Abstract

Background and ObjectiveMost of the existing disease prediction methods in the field of medical image processing fall into two classes, namely image-to-category predictions and image-to-parameter predictions.Few works have focused on image-to-image predictions. Different from multi-horizon predictions in other fields, ophthalmologists prefer to show more confidence in single-horizon predictions due to the low tolerance of predictive risk. MethodsWe propose a single-horizon disease evolution network (SHENet) to predictively generate post-therapeutic SD-OCT images by inputting pre-therapeutic SD-OCT images with neovascular age-related macular degeneration (nAMD). In SHENet, a feature encoder converts the input SD-OCT images to deep features, then a graph evolution module predicts the process of disease evolution in high-dimensional latent space and outputs the predicted deep features, and lastly, feature decoder recovers the predicted deep features to SD-OCT images. We further propose an evolution reinforcement module to ensure the effectiveness of disease evolution learning and obtain realistic SD-OCT images by adversarial training. ResultsSHENet is validated on 383 SD-OCT cubes of 22 nAMD patients based on three well-designed schemes (P-0, P-1 and P-M) based on the quantitative and qualitative evaluations. Three metrics (PSNR, SSIM, 1-LPIPS) are used here for quantitative evaluations. Compared with other generative methods, the generative SD-OCT images of SHENet have the highest image quality (P-0: 23.659, P-1: 23.875, P-M: 24.198) by PSNR. Besides, SHENet achieves the best structure protection (P-0: 0.326, P-1: 0.337, P-M: 0.349) by SSIM and content prediction (P-0: 0.609, P-1: 0.626, P-M: 0.642) by 1-LPIPS. Qualitative evaluations also demonstrate that SHENet has a better visual effect than other methods. ConclusionsSHENet can generate post-therapeutic SD-OCT images with both high prediction performance and good image quality, which has great potential to help ophthalmologists forecast the therapeutic effect of nAMD.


**ABOUT THIS TASK:** Return the lines below in which the string "along" occurs.

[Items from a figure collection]
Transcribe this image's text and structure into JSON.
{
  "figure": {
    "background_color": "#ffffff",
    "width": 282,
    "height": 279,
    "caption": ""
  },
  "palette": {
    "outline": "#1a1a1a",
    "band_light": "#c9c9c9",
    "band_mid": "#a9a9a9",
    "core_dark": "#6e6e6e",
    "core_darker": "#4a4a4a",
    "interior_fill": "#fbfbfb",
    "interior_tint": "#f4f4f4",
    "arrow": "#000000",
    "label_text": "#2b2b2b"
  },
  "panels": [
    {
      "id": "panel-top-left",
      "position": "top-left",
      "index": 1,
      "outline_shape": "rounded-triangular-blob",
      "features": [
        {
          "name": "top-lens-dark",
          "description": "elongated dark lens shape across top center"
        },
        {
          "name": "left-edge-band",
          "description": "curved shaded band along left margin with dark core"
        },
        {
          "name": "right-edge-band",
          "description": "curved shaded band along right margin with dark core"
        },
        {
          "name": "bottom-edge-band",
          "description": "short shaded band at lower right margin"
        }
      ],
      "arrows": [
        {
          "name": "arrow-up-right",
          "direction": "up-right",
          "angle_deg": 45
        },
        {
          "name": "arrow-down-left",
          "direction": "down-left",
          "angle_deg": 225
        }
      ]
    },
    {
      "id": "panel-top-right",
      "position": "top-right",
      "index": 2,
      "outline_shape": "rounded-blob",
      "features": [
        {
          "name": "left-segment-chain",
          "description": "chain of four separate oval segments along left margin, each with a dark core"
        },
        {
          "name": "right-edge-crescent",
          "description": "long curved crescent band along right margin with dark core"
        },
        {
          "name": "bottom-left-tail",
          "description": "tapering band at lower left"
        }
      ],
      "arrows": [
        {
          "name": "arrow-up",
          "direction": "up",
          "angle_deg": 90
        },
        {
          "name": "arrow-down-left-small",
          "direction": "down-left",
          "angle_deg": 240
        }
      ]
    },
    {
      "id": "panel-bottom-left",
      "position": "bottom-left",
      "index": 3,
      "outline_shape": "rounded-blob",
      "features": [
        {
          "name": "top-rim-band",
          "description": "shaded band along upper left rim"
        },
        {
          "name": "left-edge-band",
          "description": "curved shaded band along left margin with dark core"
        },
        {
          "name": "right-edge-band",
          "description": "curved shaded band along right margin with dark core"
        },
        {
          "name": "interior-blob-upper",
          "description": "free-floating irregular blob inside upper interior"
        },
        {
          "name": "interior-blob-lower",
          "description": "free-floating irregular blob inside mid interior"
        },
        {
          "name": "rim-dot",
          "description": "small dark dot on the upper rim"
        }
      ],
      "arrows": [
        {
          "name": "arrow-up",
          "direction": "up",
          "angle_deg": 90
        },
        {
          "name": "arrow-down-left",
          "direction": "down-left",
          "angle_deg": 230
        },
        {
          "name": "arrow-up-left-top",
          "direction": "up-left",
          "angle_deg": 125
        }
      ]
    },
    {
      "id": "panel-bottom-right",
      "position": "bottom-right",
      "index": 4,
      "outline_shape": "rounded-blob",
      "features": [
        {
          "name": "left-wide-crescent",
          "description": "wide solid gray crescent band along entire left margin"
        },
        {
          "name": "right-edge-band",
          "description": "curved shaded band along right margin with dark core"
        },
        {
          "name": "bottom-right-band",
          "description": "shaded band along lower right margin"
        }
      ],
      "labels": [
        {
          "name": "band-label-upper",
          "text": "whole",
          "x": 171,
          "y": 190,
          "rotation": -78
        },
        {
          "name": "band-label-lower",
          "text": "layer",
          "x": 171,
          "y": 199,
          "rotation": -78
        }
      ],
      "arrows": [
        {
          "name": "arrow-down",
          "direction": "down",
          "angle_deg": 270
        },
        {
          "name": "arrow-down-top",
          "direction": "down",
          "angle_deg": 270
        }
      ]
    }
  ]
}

**RESULT FOR THIS TASK:**
          "description": "curved shaded band along left margin with dark core"
          "description": "curved shaded band along right margin with dark core"
          "description": "chain of four separate oval segments along left margin, each with a dark core"
          "description": "long curved crescent band along right margin with dark core"
          "description": "shaded band along upper left rim"
          "description": "curved shaded band along left margin with dark core"
          "description": "curved shaded band along right margin with dark core"
          "description": "wide solid gray crescent band along entire left margin"
          "description": "curved shaded band along right margin with dark core"
          "description": "shaded band along lower right margin"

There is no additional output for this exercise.